For the first time, the restored music of Cesare Pugni dances to the rhythm of crackling campfire sparks, the rustle of necklaces, the swirl of skirts, and the passions of hearts devoted to love.
The release is already available on music streaming services!
  • More than a century later, the beloved melodies of generations past come alive once more. Is that not magic?
  • They say only in Gazelda do the Ballet Reprises answer the heart’s deepest questions—this is not just music, but the breath of art’s magic, woven from nature’s very fabric.
  • Let the legend of Gazelda into your heart — and perhaps, she will look upon you.

READ MORE
Waltz - from late-18th-century Ländler to the embrace that first scandalized polite society and then defined a city. The waltz’s spell is the breath of 3/4—support, spring, release. It binds attention with a long arc and makes the body count “one-two-three” without being asked.

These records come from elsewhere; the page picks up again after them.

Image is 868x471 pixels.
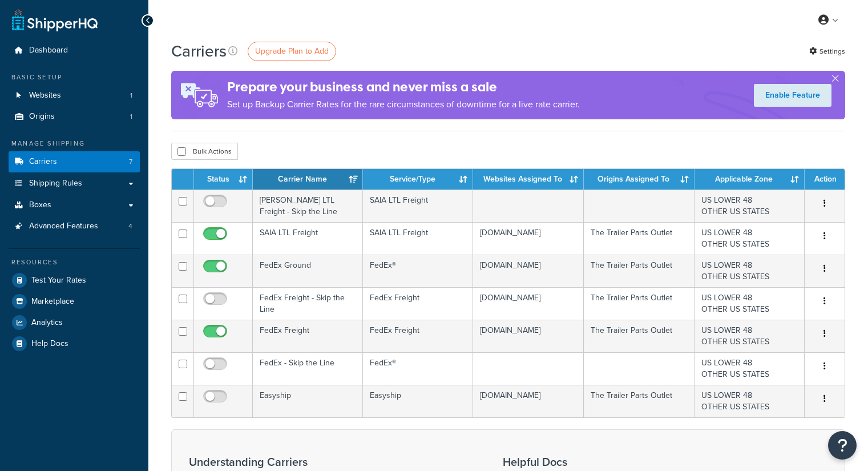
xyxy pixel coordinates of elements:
[253,319,363,352] td: FedEx Freight
[171,40,227,62] h1: Carriers
[29,91,61,100] span: Websites
[9,312,140,333] a: Analytics
[29,157,57,166] span: Carriers
[9,85,140,106] a: Websites 1
[129,157,132,166] span: 7
[9,173,140,194] a: Shipping Rules
[473,255,584,287] td: [DOMAIN_NAME]
[695,169,805,190] th: Applicable Zone: activate to sort column ascending
[227,78,580,96] h4: Prepare your business and never miss a sale
[584,287,695,319] td: The Trailer Parts Outlet
[9,257,140,267] div: Resources
[695,222,805,255] td: US LOWER 48 OTHER US STATES
[473,222,584,255] td: [DOMAIN_NAME]
[695,255,805,287] td: US LOWER 48 OTHER US STATES
[29,201,51,210] span: Boxes
[363,287,473,319] td: FedEx Freight
[695,319,805,352] td: US LOWER 48 OTHER US STATES
[253,222,363,255] td: SAIA LTL Freight
[253,352,363,385] td: FedEx - Skip the Line
[828,431,856,459] button: Open Resource Center
[363,319,473,352] td: FedEx Freight
[584,319,695,352] td: The Trailer Parts Outlet
[9,216,140,237] li: Advanced Features
[128,222,132,231] span: 4
[29,46,68,55] span: Dashboard
[695,352,805,385] td: US LOWER 48 OTHER US STATES
[503,455,652,468] h3: Helpful Docs
[805,169,845,190] th: Action
[9,152,140,173] li: Carriers
[363,352,473,385] td: FedEx®
[695,287,805,319] td: US LOWER 48 OTHER US STATES
[9,85,140,106] li: Websites
[363,190,473,222] td: SAIA LTL Freight
[473,169,584,190] th: Websites Assigned To: activate to sort column ascending
[695,190,805,222] td: US LOWER 48 OTHER US STATES
[189,455,474,468] h3: Understanding Carriers
[253,190,363,222] td: [PERSON_NAME] LTL Freight - Skip the Line
[253,385,363,417] td: Easyship
[9,194,140,216] a: Boxes
[227,96,580,113] p: Set up Backup Carrier Rates for the rare circumstances of downtime for a live rate carrier.
[363,255,473,287] td: FedEx®
[9,106,140,127] li: Origins
[9,106,140,127] a: Origins 1
[9,152,140,173] a: Carriers 7
[9,270,140,291] a: Test Your Rates
[9,72,140,82] div: Basic Setup
[809,44,845,59] a: Settings
[9,291,140,312] a: Marketplace
[9,138,140,148] div: Manage Shipping
[473,319,584,352] td: [DOMAIN_NAME]
[130,112,132,121] span: 1
[253,255,363,287] td: FedEx Ground
[171,143,238,160] button: Bulk Actions
[584,385,695,417] td: The Trailer Parts Outlet
[363,169,473,190] th: Service/Type: activate to sort column ascending
[194,169,253,190] th: Status: activate to sort column ascending
[253,287,363,319] td: FedEx Freight - Skip the Line
[171,71,227,120] img: ad-rules-rateshop-fe6ec290ccb7230408bd80ed9643f0289d75e0ffd9eb532fc0e269fcd187b520.png
[695,385,805,417] td: US LOWER 48 OTHER US STATES
[473,287,584,319] td: [DOMAIN_NAME]
[29,179,82,188] span: Shipping Rules
[584,255,695,287] td: The Trailer Parts Outlet
[754,84,831,106] a: Enable Feature
[255,45,329,57] span: Upgrade Plan to Add
[130,91,132,100] span: 1
[29,112,55,121] span: Origins
[31,297,74,306] span: Marketplace
[363,385,473,417] td: Easyship
[248,42,336,61] a: Upgrade Plan to Add
[473,385,584,417] td: [DOMAIN_NAME]
[31,276,86,285] span: Test Your Rates
[31,339,68,349] span: Help Docs
[584,169,695,190] th: Origins Assigned To: activate to sort column ascending
[9,40,140,61] a: Dashboard
[9,216,140,237] a: Advanced Features 4
[253,169,363,190] th: Carrier Name: activate to sort column ascending
[29,222,98,231] span: Advanced Features
[31,318,63,328] span: Analytics
[12,9,98,31] a: ShipperHQ Home
[584,222,695,255] td: The Trailer Parts Outlet
[9,333,140,354] a: Help Docs
[363,222,473,255] td: SAIA LTL Freight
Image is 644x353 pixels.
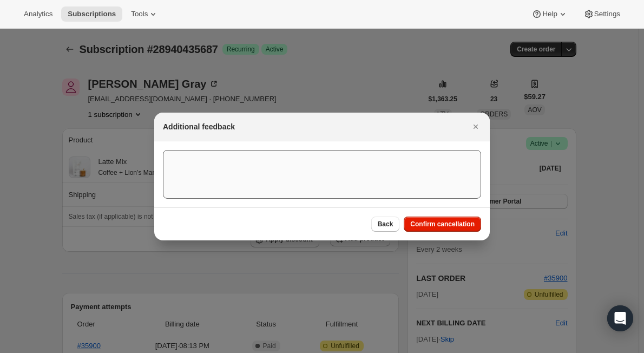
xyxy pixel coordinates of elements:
[61,7,122,22] button: Subscriptions
[24,10,53,19] span: Analytics
[525,7,574,22] button: Help
[377,220,393,229] span: Back
[594,10,620,19] span: Settings
[607,305,633,331] div: Open Intercom Messenger
[17,7,59,22] button: Analytics
[468,119,483,134] button: Close
[371,217,400,231] button: Back
[124,7,165,22] button: Tools
[403,217,481,231] button: Confirm cancellation
[68,10,116,19] span: Subscriptions
[542,10,557,19] span: Help
[410,220,475,229] span: Confirm cancellation
[163,121,235,132] h2: Additional feedback
[577,7,627,22] button: Settings
[131,10,148,19] span: Tools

From the first bars Pugni sets an inner body metronome. In this 3/4 the point is clarity of impulse: weight on one, a spring on two, release on three. The bass breathes 1 | 2–3; the treble speaks through brief approaches to pillar notes and long slur-arcs. The opening eight-bar period suspends in the middle (half cadence) and closes with a neat authentic cadence. Meter and diction fuse into motion that needs no explanation—you simply feel the urge to follow it.

The same material then returns in larger focus. Small crown-like top notes and a lifted register make the line magnetize the step. Harmony remains lucid (I–V–I) with quick secondary dominants nudging the landings; transitions are so logical that the body anticipates each inner half-step toward the next summit. That quiet inevitability is the spell.

The Trio opens another tint. Marked p, the treble turns cantabile under long slurs while the bass keeps the same triple stride, gentler. Color leans to the subdominant; motives move by sequence, answered at once. To the ear it becomes a chain of broad swells (cresc.—decresc.): the same simple speech heard from within. The magic is that feeling grows larger without changing the alphabet.
The da capo is recognition. After the Trio the initial periods sound more gathered; the inner “one-two-three” is almost physical—identical eight-bar cells, the same clean cadences, with a spark or two of sf/fz before the end. A clear authentic cadence seals the line; restraint, paradoxically, heightens charm.

Heard this way, the waltz’s beauty lives in meter, texture, register, and cadence bound into a perfectly simple design. With minimal means, Pugni generates an irresistible dancing impulse. The music doesn’t persuade—it becomes the step.